There could be nothing odd in his apartment. The only reason his hand trembled was because of his being so tired. And the corpse and everything.
He slid the key in and turned it.
#
In the moment before Tom opened the door Kyrie had a wild surge of panic. She wanted to tell him to wait, but she couldn’t speak. And she didn’t know why he should wait. She just had a feeling – added up from rustling, from sounds she could not possibly have heard, from an odd smell, from a weird tingle up her spine – that something was wrong, very wrong.
Perhaps Tom was going to drag her into his apartment and– And what? Imagination failed her. She had seen him in that bathroom, so slow and confused he didn’t even seem to know how to wipe away blood from himself. She had seen him standing there, helpless. She could hardly believe he would now turn around and rape her.
On the other hand, didn’t they sacrifice virgins to dragons in the Middle Ages? She almost smiled at the thought of Tom as virgin-despoiler. The way he looked, he’d have trouble beating away the ones who threw themselves at him. Kyrie managed to calm herself completely, when Tom reached in and turned on the light.
The light revealed an unprepossessing living room, with the type of dark brown carpet that landlords slapped down when they didn’t expect to rent to the upper echelons of society. But the rest...
The furniture, what there was of it – splinters of bookcase, remnants of couches with ugly brown polyester covering – seemed to have been piled up in the middle of the room as if someone had been getting ready to light a bonfire. And the window – the huge picture window opposite – was broken. A thousand splinters littered the carpet. Books and pieces of books fluttered all over.
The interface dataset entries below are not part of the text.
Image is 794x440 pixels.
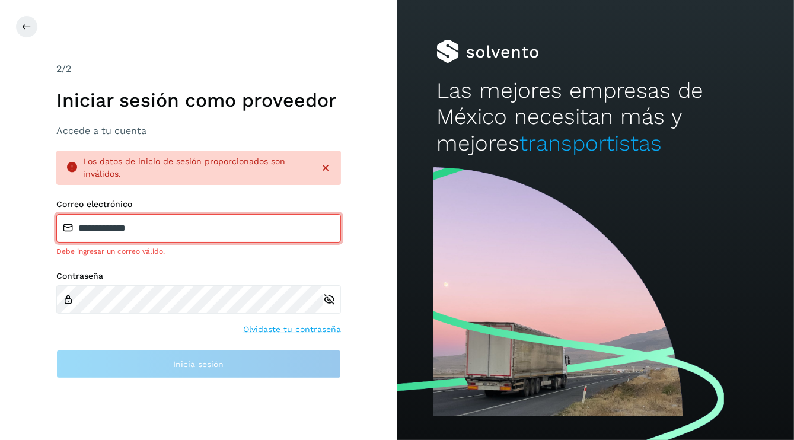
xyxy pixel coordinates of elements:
[56,199,341,209] label: Correo electrónico
[437,78,755,157] h2: Las mejores empresas de México necesitan más y mejores
[520,131,662,156] span: transportistas
[56,89,341,112] h1: Iniciar sesión como proveedor
[56,271,341,281] label: Contraseña
[56,246,341,257] div: Debe ingresar un correo válido.
[243,323,341,336] a: Olvidaste tu contraseña
[83,155,310,180] div: Los datos de inicio de sesión proporcionados son inválidos.
[56,350,341,378] button: Inicia sesión
[56,63,62,74] span: 2
[173,360,224,368] span: Inicia sesión
[56,125,341,136] h3: Accede a tu cuenta
[56,62,341,76] div: /2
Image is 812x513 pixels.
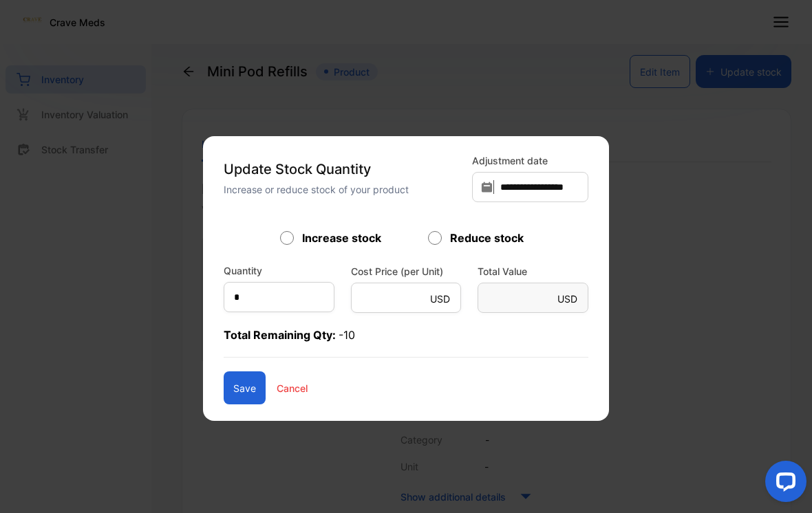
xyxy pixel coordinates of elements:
p: USD [557,292,577,306]
label: Reduce stock [450,230,523,246]
button: Save [224,371,266,405]
label: Increase stock [302,230,381,246]
p: Total Remaining Qty: [224,327,588,358]
p: Update Stock Quantity [224,159,464,180]
span: -10 [338,328,355,342]
label: Cost Price (per Unit) [351,264,462,279]
p: Cancel [277,381,307,396]
p: USD [430,292,450,306]
iframe: LiveChat chat widget [754,456,812,513]
label: Adjustment date [472,153,588,168]
label: Total Value [478,264,588,279]
p: Increase or reduce stock of your product [224,182,464,197]
label: Quantity [224,264,262,278]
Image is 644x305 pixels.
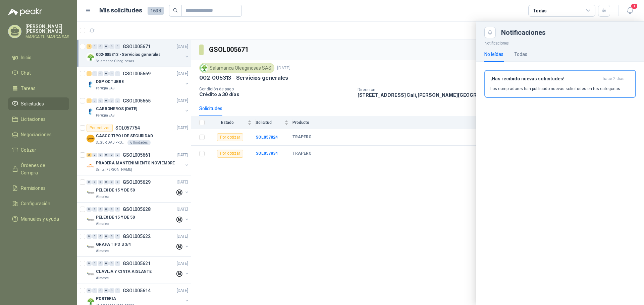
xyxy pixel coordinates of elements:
[21,85,35,92] span: Tareas
[8,67,69,80] a: Chat
[148,7,163,15] span: 1638
[8,82,69,95] a: Tareas
[8,197,69,210] a: Configuración
[514,50,527,58] div: Todas
[21,131,52,138] span: Negociaciones
[484,27,496,38] button: Close
[631,3,638,10] span: 1
[532,7,547,15] div: Todas
[624,4,636,17] button: 1
[21,200,51,207] span: Configuración
[21,184,45,192] span: Remisiones
[602,76,624,82] span: hace 2 días
[8,144,69,156] a: Cotizar
[21,100,44,108] span: Solicitudes
[8,51,69,64] a: Inicio
[490,76,600,82] h3: ¡Has recibido nuevas solicitudes!
[21,215,59,223] span: Manuales y ayuda
[8,8,42,16] img: Logo peakr
[8,159,69,179] a: Órdenes de Compra
[484,50,503,58] div: No leídas
[501,29,636,36] div: Notificaciones
[8,182,69,195] a: Remisiones
[25,35,69,39] p: MARCA TU MARCA SAS
[8,128,69,141] a: Negociaciones
[8,113,69,126] a: Licitaciones
[173,8,178,13] span: search
[21,70,31,77] span: Chat
[21,161,63,177] span: Órdenes de Compra
[21,115,45,123] span: Licitaciones
[99,6,142,15] h1: Mis solicitudes
[490,86,621,92] p: Los compradores han publicado nuevas solicitudes en tus categorías.
[484,70,636,98] button: ¡Has recibido nuevas solicitudes!hace 2 días Los compradores han publicado nuevas solicitudes en ...
[8,212,69,225] a: Manuales y ayuda
[21,54,31,61] span: Inicio
[476,38,644,47] p: Notificaciones
[21,146,36,154] span: Cotizar
[8,98,69,110] a: Solicitudes
[25,24,69,34] p: [PERSON_NAME] [PERSON_NAME]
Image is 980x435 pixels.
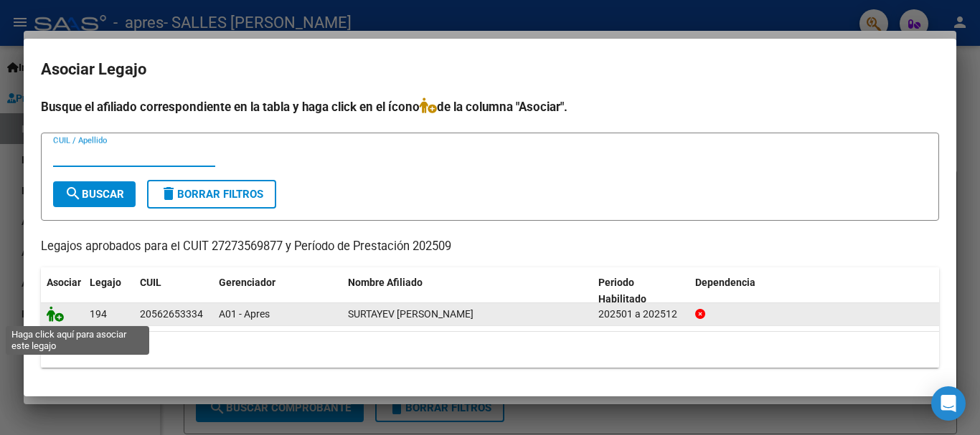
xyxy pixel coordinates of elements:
[134,267,213,314] datatable-header-cell: CUIL
[342,267,592,314] datatable-header-cell: Nombre Afiliado
[160,185,177,202] mat-icon: delete
[347,277,423,288] span: Nombre Afiliado
[160,188,263,201] span: Borrar Filtros
[598,306,683,322] div: 202501 a 202512
[90,308,107,320] span: 194
[41,56,939,83] h2: Asociar Legajo
[64,185,82,202] mat-icon: search
[347,308,473,320] span: SURTAYEV AXEL DANIEL
[140,277,161,288] span: CUIL
[41,267,84,314] datatable-header-cell: Asociar
[219,277,275,288] span: Gerenciador
[53,181,136,207] button: Buscar
[41,97,939,116] h4: Busque el afiliado correspondiente en la tabla y haga click en el ícono de la columna "Asociar".
[64,188,124,201] span: Buscar
[47,277,81,288] span: Asociar
[689,267,940,314] datatable-header-cell: Dependencia
[90,277,121,288] span: Legajo
[930,386,965,420] div: Open Intercom Messenger
[695,277,755,288] span: Dependencia
[140,306,203,322] div: 20562653334
[84,267,134,314] datatable-header-cell: Legajo
[213,267,342,314] datatable-header-cell: Gerenciador
[592,267,689,314] datatable-header-cell: Periodo Habilitado
[41,238,939,256] p: Legajos aprobados para el CUIT 27273569877 y Período de Prestación 202509
[219,308,270,320] span: A01 - Apres
[147,179,276,209] button: Borrar Filtros
[41,332,939,367] div: 1 registros
[598,277,646,304] span: Periodo Habilitado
Tom made a sound of distress and stepped into the room, and Kyrie stepped in behind him. He knelt by a pile of something on the carpet, and Kyrie focused on it, noticing shreds of denim, and what might or might once have been a white t-shirt. And over it all, a torn purple rag, with the Athens logo. The Athens sent the aprons home with the employees to get laundered at employee expense.
That meant that Tom had been ready to go to work when... The tingle in her spine grew stronger and the feeling that something was wrong, very wrong overwhelmed her. It was like a scream both soundless and so loud that it took over her whole thought, overcame her whole mind, reverberated from her whole being.
"Tom," she said, putting a hand on his shoulder. "Tom, we’d best--"
She never had time to finish. Someone or something, moving soundlessly behind them, had closed the door.
Kyrie heard the bolt slide home and turned, skin prickling, hair standing on end, to stare openmouthed at three men who stood between them and the door.
Men was dignifying them with a name they didn’t quite deserve. They were boys, maybe nineteen or twenty, just at the edge of manhood. Asian, dressed all in black, they clearly had watched one too many ninja movies. The middle one wore exquisitely groomed slightly too long hair, the bangs arranged so they fell to perfection and didn’t move. He must spend a fortune on product.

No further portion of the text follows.